Last week's seven days were long and anxious for U. S. politicos. They were waiting for a deadline--midnight Saturday, last moment when Franklin D. Roosevelt could withdraw his name from the Illinois preferential primary, April 9.

Tanned under his crumpled white hat, the President fished calmly in the Pacific. Far from calm was the Senate. As irritation mounted, Colorado's Johnson, Nevada's McCarran, Indiana's Van Nuys, South Carolina's Smith, Iowa's Gillette, Alabama's John Bankhead, issued statements ranging from plaintive pleading to desperate threats. Saturday Congress had stopped even pretending to keep its mind on its work, cocked an ear to Springfield, Ill., kept an eye on the ticker for a flash from the Panama Canal Zone.

None came. The deadline passed. A period in U. S. politics had ended, a new one had begun. To no one had Franklin Roosevelt yet confided his Term III plans. But now his silence had new meanings, now at last the U. S. realized that President No. 32 will delay his announcement until the last possible second--perhaps even until convention time. Meanwhile he will lift no finger to aid any other Democratic candidate, will quietly permit the Term III fuglemen to dust off any aspirant.

Said one jubilant Janizary: "We have bombed every airdrome and there's not a plane in the sky."

No one felt the force of this statement more than old "Cactus Jack" Garner. Wise in the ways of political treachery, the fluff-browed Texan was not surprised last week when many of his hangers-on, even some of his friends, began to avoid him. Still he held his little, well-heeled force together, still determined to fight Term III to the bitter end.

Confidently the Third Termites in each State oiled and honed a guillotine.

New Hampshire. Few weeks back, all of New England's 82 Democratic convention votes* were in Jim Farley's bag. Then the Third Termites got busy--and Mr. Farley was told bluntly that Massachusetts' 34 votes were pledged first to Franklin Roosevelt, to Jim Farley only second. Last week the same thing happened again --in New Hampshire, in Connecticut. The bosses had sniffed the wind, were hastening to "get right." Bland Mr.
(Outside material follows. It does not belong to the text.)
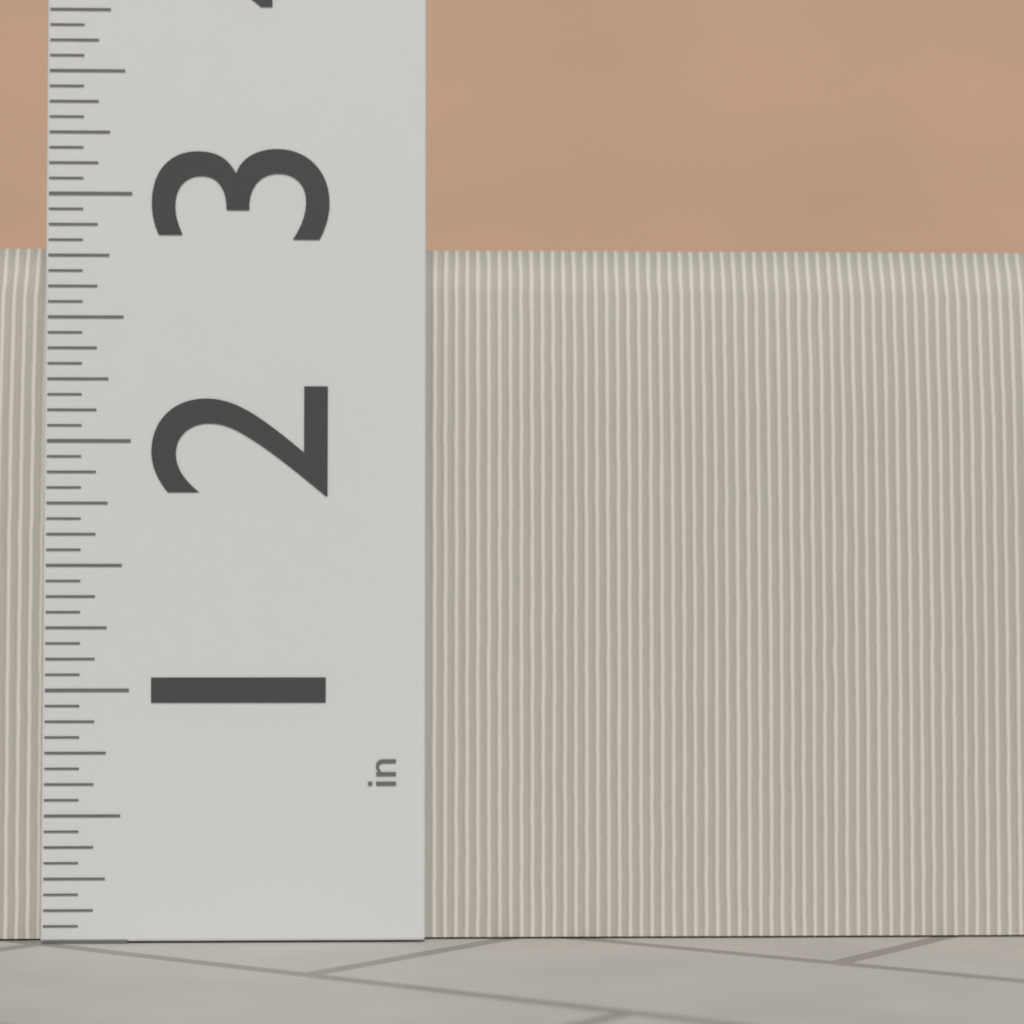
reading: 2.8125 in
Farley, who would have nowhere to go if he took a walk, said nothing.

Illinois, Wisconsin. Janizariat strategy calls for rolling up a clearcut Roosevelt victory in the New Hampshire March 12 primary (no opposition). Next step: to roll the bandwagon through the Wisconsin primary (April 2), then through Illinois. Into both these primaries stubborn old Jack Garner has stuck his red neck. Janizariat belief is that, after these two elections, the Vice President will be politically as dead as a doornail. The Kelly-Nash-Horner machine in Illinois has been told to pile up an overwhelming majority.

Ohio. The Buckeye State is the domain of gum-chewing, teeth-sucking "Honest Vic" Donahey, only Senator in Washington who has never made a Senate-floor speech in his five-year career. "Honest Vic" is neither pro-nor anti-Term III, but pro-primary in which voters get an honest chance to name their preference. Term III jockeyings in Ohio left Veteran Donahey not only dizzy, but sick. Stoutly he refused to serve as Mr. Roosevelt's bagholder (Ohio election law requires a written statement of candidacy; the Janizariat wanted to avoid this statement by nominating a dummy). On Donahey's refusal, National Committeeman Charles Sawyer took the job.
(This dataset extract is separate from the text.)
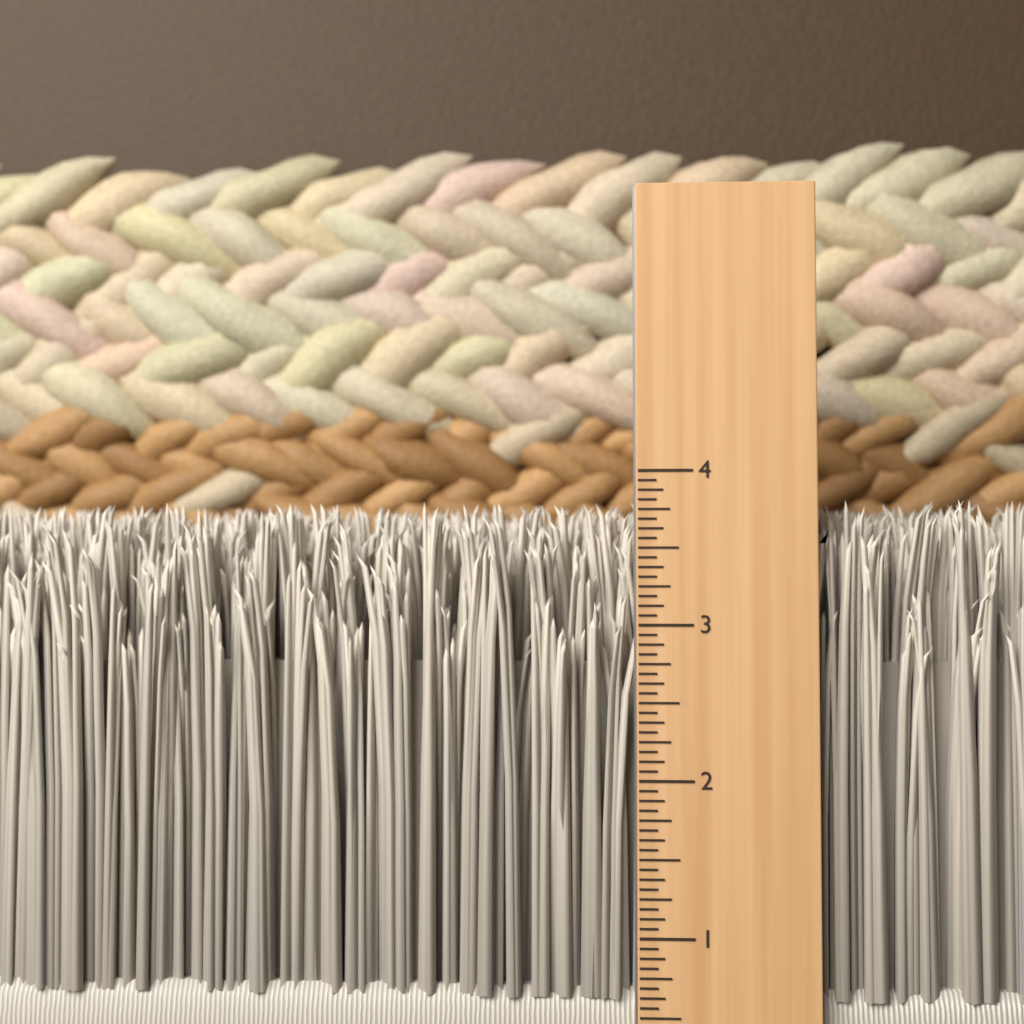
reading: 3.8125 in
Et Al. The political picture was beginning to take shape. Democratic Candidate Cordell Hull persisted in refusing to run. Candidates Burton Wheeler of Montana and Paul Vories McNutt of Indiana had wisely sworn not to enter any primary in which Mr. Roosevelt's name is listed. Others were nowhere. "Every airdrome bombed . . . not a plane in the sky."

By week's end many a pundit, many a politico, even some plain men, were beginning to feel as if they had been hit in the solar plexus. "Fine words!" snarled ordinarily mellow, liberal Raymond Clapper, referring to Mr. Roosevelt's 1937 Victory dinner speech (in which he outlined his "great ambition" to "turn over this desk and chair in the White House to my successor" on "Jan. 20, 1941" with "a nation intact, a nation at peace, a nation prosperous").
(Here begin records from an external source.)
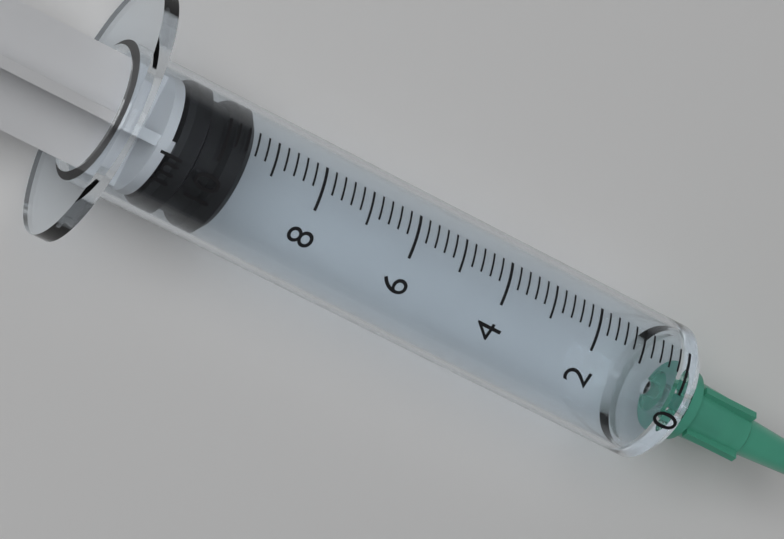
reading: 9.4 ml
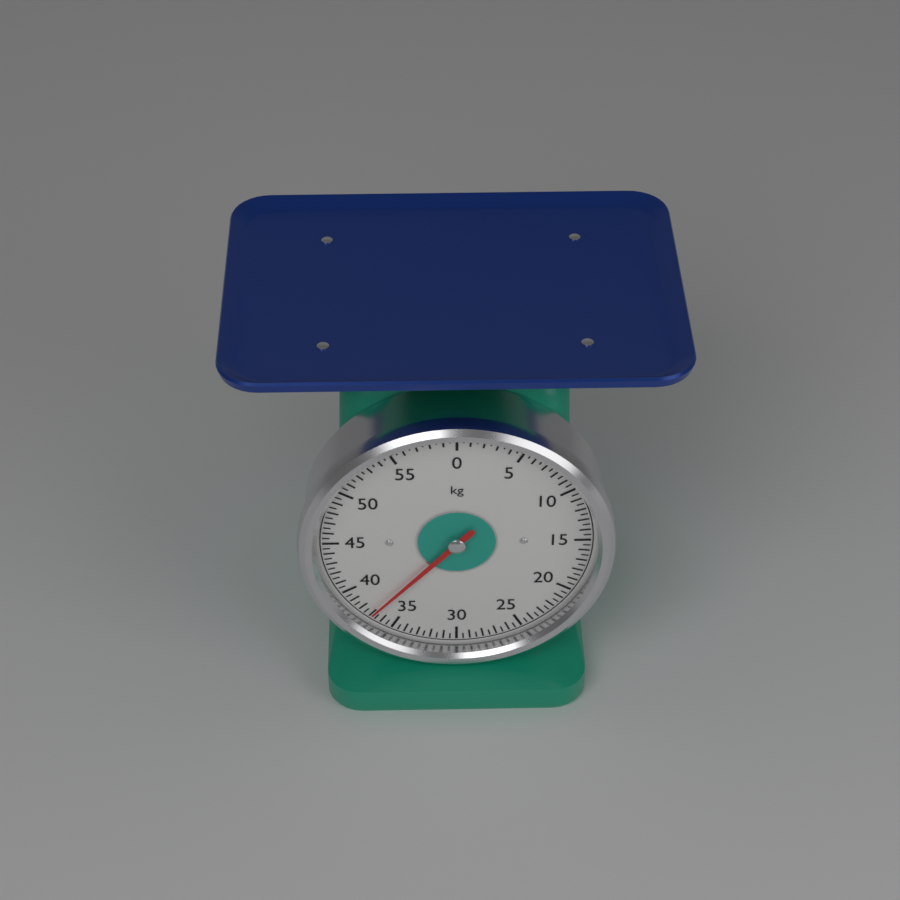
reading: 37.0 kg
The payoff came from the Gallup Poll and from Seminole County, Ga. Pollster Gallup found 4 out of 5 Democrats now in favor of Term III, Secretary of State Hull up, Messrs. Garner & McNutt down. And from Donalsonville, Ga. came word of a mock Presidential primary: Roosevelt, 841 votes; Garner, 18; Hull, 3.

* Maine, 10; New Hampshire, 8; Vermont, 6; Massachusetts, 34; Rhode Island, 8; Connecticut, 16.

This file is automatically generated by a robot program, so reader's discretion is required.